I ran across a tweet about Reverse Charades by Sarah Breckley (@SarahBreckley) and decided to give it a try on a whim as I had about 10 minutes left in a class. It was a good whim to follow!

You can see a video of Sarah doing Reverse Charades and read her explanation in this post. The basic gist is that rather than one person acting something out and everyone else guessing, several people are acting and only one person is guessing.

The Set Up & Procedure

I had 15 students so made three teams of five students. I set up three chairs in a semi-circle facing away from me and put a dry erase board/marker on each chair. One person from each team sat in a chair facing their team. I stood behind them and wrote a vocab word on a small white board, held it up and showed it to the four remaining teammates who then acted it out for their person in the chair. The person in the chair wrote their guess down in Spanish and held it up for me to see. The first person to show me the correct answer gets a point.
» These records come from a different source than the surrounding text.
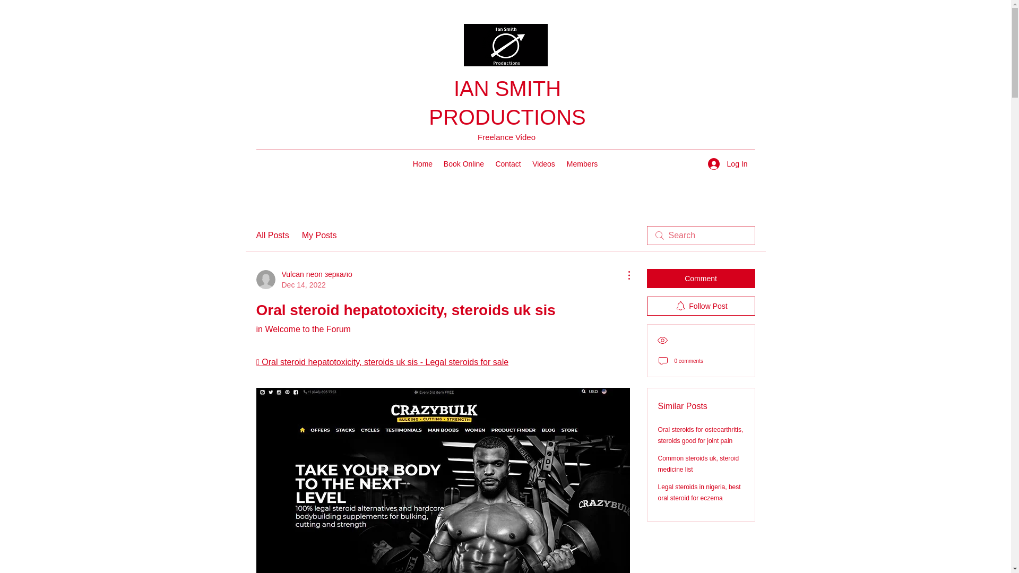  Describe the element at coordinates (543, 163) in the screenshot. I see `Videos` at that location.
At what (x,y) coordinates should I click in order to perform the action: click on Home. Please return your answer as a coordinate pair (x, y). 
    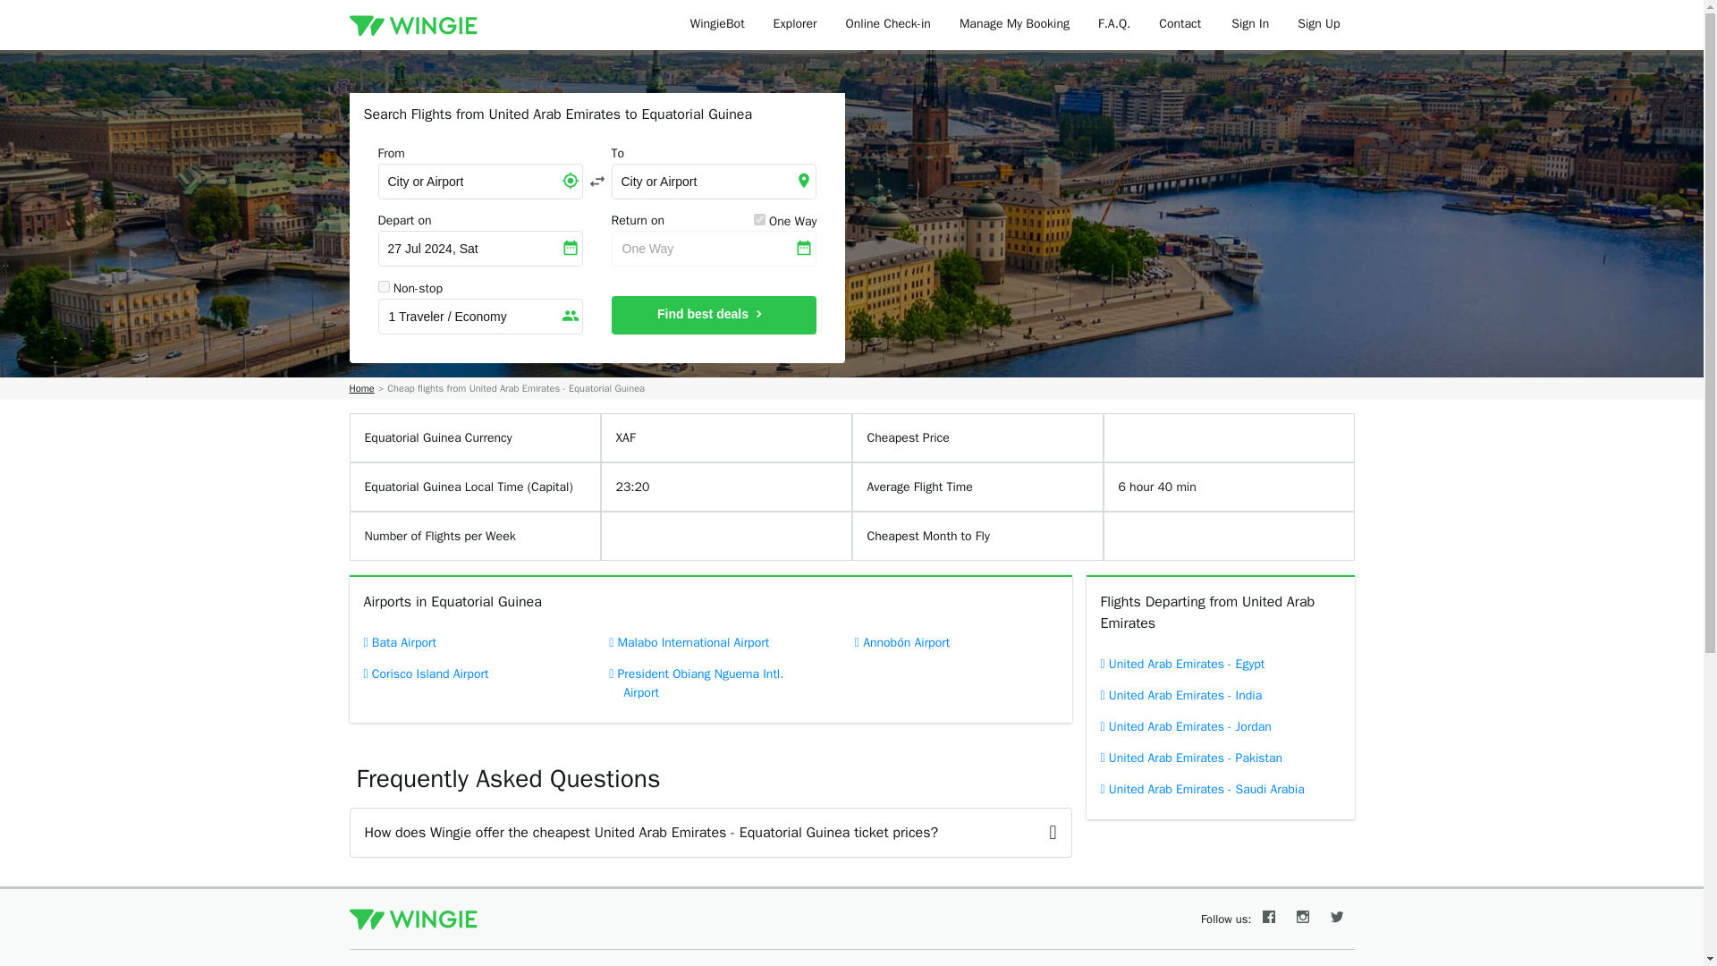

Each round a different teammate guesses from the chair.

Pros

  1. Super simple, quick set up.
  2. Helps the kids that don’t want to be the center of attention acting, still engage in a physical way because it’s not just them acting and being watched, it’s a group of people!
  3. It’s actually a pretty quiet game since the actors nor the guessers talk so no disturbing the neighbors (except for the victory celebrations!).
  4. Now that the students know how to play, it’ll be a quick set up and a great filler activity.
  5. Of my 37 students the played over two different blocks, all but 3-4 were actively engaged the entire time. There will always be a few that just stand around but they were the vast minority and they had to participate when it was their turn in the chair!
  6. I have one very rambunctious class and was worried about them messing around or being off task and acting goofy but they were totally into this game and on task!
  7. The fact that students write their answers on white boards and hold them up made it super easy to know which team answered first correctly. No more, “who said it first” anxiety!

Overall, I can’t recommend this activity enough. It’s easy set up, gets kids up and moving and is a great twist on an old classic. Thank you Sarah!